Continued on developer list.

Jan Nieuwenhuizen <address@hidden> writes:

> As a new contributor/developer, by using a different, and a particular
> unfriendly platform for free software development, you are faced with
> tackling several difficult problems at once.
>
> This is only meant as an observation and an apology.  Had you be 
> using a common GNU/Linux platform, installing all dependencies can
> be done in a single command that runs in under a minute on my box.

It's basically a startup investment.  Personally, I have the impression
that the current structure of C++ plus Scheme may not be the best setup
since Scheme, as the principal script language, does not have the
expressive power to work with Lilypond's internal data structures.
Taking a comparative look at C/Elisp as used in Emacs, the actual
programming is done in Elisp, with C delivering primitives and all
access to the Elisp data structures.  _If_ Emacs has the principal
capabilities for some task, you can code the whole task in Elisp.  This
does not appear to be doable with Lilypond's Scheme.  At least not to
the degree where it is the preferred way of thinking about new tasks.

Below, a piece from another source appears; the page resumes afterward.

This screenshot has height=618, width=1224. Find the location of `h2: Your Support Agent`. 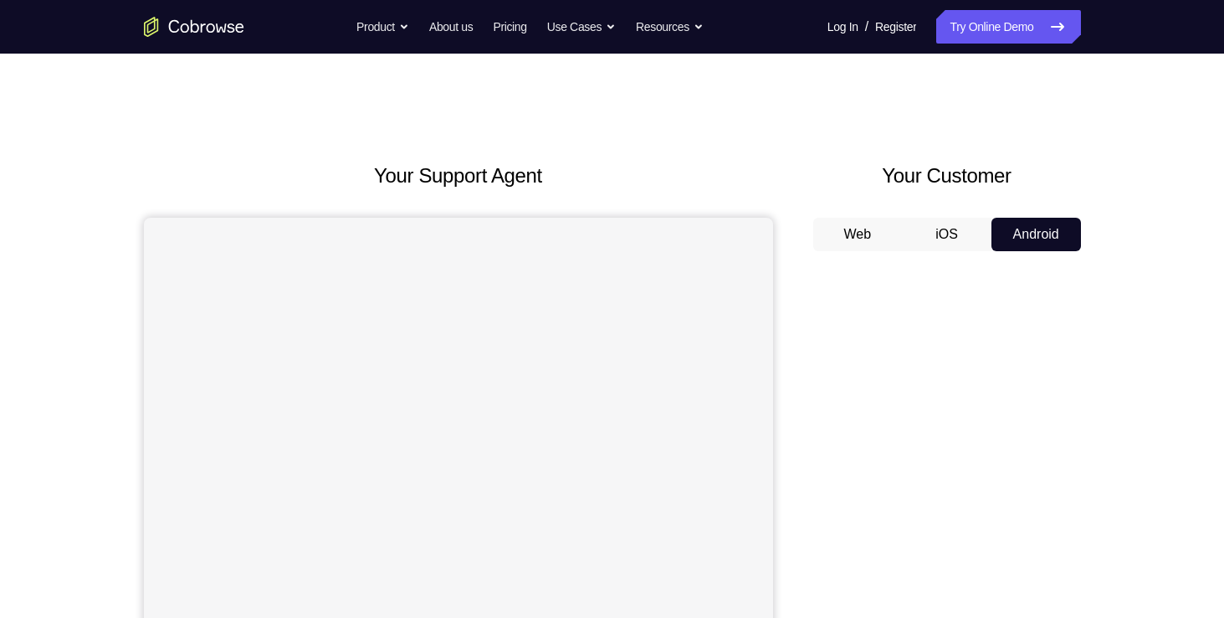

h2: Your Support Agent is located at coordinates (459, 176).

At least I don't see how one can whip up new translators or context
types just writing Scheme code.

For a start from scratch, Lua would be a nice choice: message-passing
coroutines (very nice for translators keeping context!), procedural
syntax, very portable, fast.  And you can learn everything worth knowing
about it in few days.

I can actually understand and work with the Lua coroutines.  In
contrast, I am not sure that trying to solve tasks with Scheme
continuations in Lilypond will not crash down everything around you.
Pretty much all usable Scheme data _structures_, (cons cell, array),
have a non-local existence, and just the named handle to them is
actually part of the dynamic context.  So while continuations may have
well-defined semantics on the dynamic context, this does not buy you
useful semantics for the structured data you would want to manipulate in
this context.

Anyway, water down the drawbridge.

Would it be feasible to create new listeners/performers/contexts purely
in Scheme, by having generic enough C++ listener/performer/context
factories that one can fit in everything worth having by using Scheme?

Scheme might not be the nicest language for programming, but being able
to solve everything important in some application in _one_ language
without need of recompiling (or heap management) or language interfacing
would be a good step towards recruiting new programmers and solving
tasks, partly in form of libraries or packages which can be just used
on-demand rather than needing to be compiled in.